According to 9to5Mac, Apple CEO Tim Cook was in Washington, D.C. yesterday, spotted lobbying against a newly proposed law called the App Store Accountability Act. The core of the proposed law is shifting legal responsibility for age verification from individual app developers to the app store platforms themselves, namely Apple and Google. Apple’s privacy head, Hilary Ware, laid out the company’s opposition in a letter to Congress, arguing the law “could threaten the privacy of all users by forcing millions of adults to surrender their private information for the simple act of downloading an app.” The company is framing this as a major privacy intrusion. But the article points out that this very argument is what makes the law so necessary, turning Apple’s stance on its head.
Apple’s argument backfires
Here’s the thing: Apple’s position is a classic misdirection. They’re presenting this as a binary choice between giving up your info or not. But that’s not the real choice at all. The real choice is between giving your driver’s license and a video selfie to dozens, maybe hundreds, of random developers you’ve never heard of… or giving it once to Apple. Which sounds more secure to you? Which sounds like a bigger “privacy nightmare,” as the article puts it? I’d argue it’s the former, by a mile. So Apple’s claim that the law threatens privacy is, frankly, backwards. Their logic accidentally makes the strongest possible case for centralized, platform-level verification.
Stakeholder impact: a mixed bag
For users, this would be a clear win. Imagine not having to jump through hoops every single time you download a dating app, a gambling app, or any other age-restricted service. One verification, and you’re done. The user experience improves dramatically. For developers, especially smaller ones, it’s also a huge relief. They wouldn’t have to build, maintain, and pay for complex age-verification systems, which is a significant compliance burden. They could just rely on the platform’s signal. But for Apple and Google, it’s a different story. This is about legal liability and cost. They don’t want to be on the hook legally if something slips through. They also don’t want to build and run a global ID verification service. Can you blame them? Not really. But that doesn’t mean it’s not the right thing to do.
Why Apple should embrace this
Look, I get why Apple is fighting it. Legal responsibility is scary. But they’re missing a massive opportunity. Privacy is their brand. They’ve spent years and millions of dollars telling us “What happens on your iPhone, stays on your iPhone.” So why not lean into that? They could position themselves as the trusted, privacy-respecting gatekeeper. “Verify with Apple” could become a seal of trust, much like Sign in with Apple. They have the infrastructure, the security chops, and the brand credibility to do this better than anyone else. Fighting it seems short-sighted. Basically, the train is leaving the station on this issue. They can either get on board and drive it, or get run over by it.
The inevitable future
It seems like this is where things are headed, whether Apple likes it or not. Governments are increasingly looking at platform accountability for all sorts of things—content, commerce, and now age. The current system is fragmented, insecure, and annoying. Centralizing it at the store level just makes sense. Apple’s lobbying might delay it, but it probably won’t stop it. The smarter move? Get ahead of it. Design a system that’s so secure and private that it becomes the gold standard. Otherwise, they’ll just end up with a law they hate and a system they were forced to build under duress. Not a great look for the company that loves to talk about thinking different.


_What you should do:_
Check each line below for "tennessee" and report how many have it, nothing else.

::: Exercise data

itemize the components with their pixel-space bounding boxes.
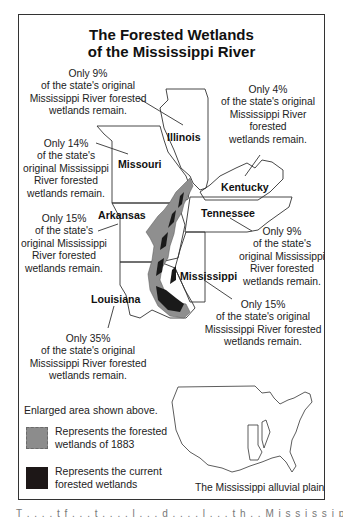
note-tennessee: Only 9%of the state's original Mississip… [232, 226, 332, 288]
swatch-1883 [26, 427, 48, 449]
leader-louisiana [108, 306, 114, 328]
legend-caption: Enlarged area shown above. [24, 404, 158, 416]
note-missouri: Only 14%of the state's original Mississi… [22, 138, 110, 200]
cutoff-text: T . . . . t f . . . t . . . . l . . . d … [16, 508, 343, 517]
inset-us-map [172, 386, 312, 472]
leader-mississippi [204, 280, 232, 299]
legend-item-current: Represents the current forested wetlands [26, 465, 162, 491]
kentucky-outline [200, 160, 283, 200]
state-label-tennessee: Tennessee [201, 207, 255, 219]
state-label-mississippi: Mississippi [180, 270, 237, 282]
inset-caption: The Mississippi alluvial plain [195, 482, 324, 493]
note-illinois: Only 9%of the state's original Mississip… [24, 68, 152, 118]
state-label-missouri: Missouri [118, 158, 162, 170]
state-label-illinois: Illinois [167, 131, 201, 143]
inset-mississippi-states [248, 420, 270, 460]
note-kentucky: Only 4%of the state's original Mississip… [218, 84, 318, 146]
us-outline [172, 386, 312, 472]
swatch-current [26, 467, 48, 489]
note-louisiana: Only 35%of the state's original Mississi… [24, 333, 152, 383]
legend-item-1883: Represents the forested wetlands of 1883 [26, 425, 167, 451]
note-mississippi: Only 15%of the state's original Mississi… [200, 299, 326, 349]
mississippi-outline [175, 232, 205, 302]
state-label-kentucky: Kentucky [221, 181, 269, 193]
state-label-louisiana: Louisiana [91, 293, 140, 305]
note-arkansas: Only 15%of the state's original Mississi… [20, 213, 108, 275]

::::::

_Solved exercise:_
2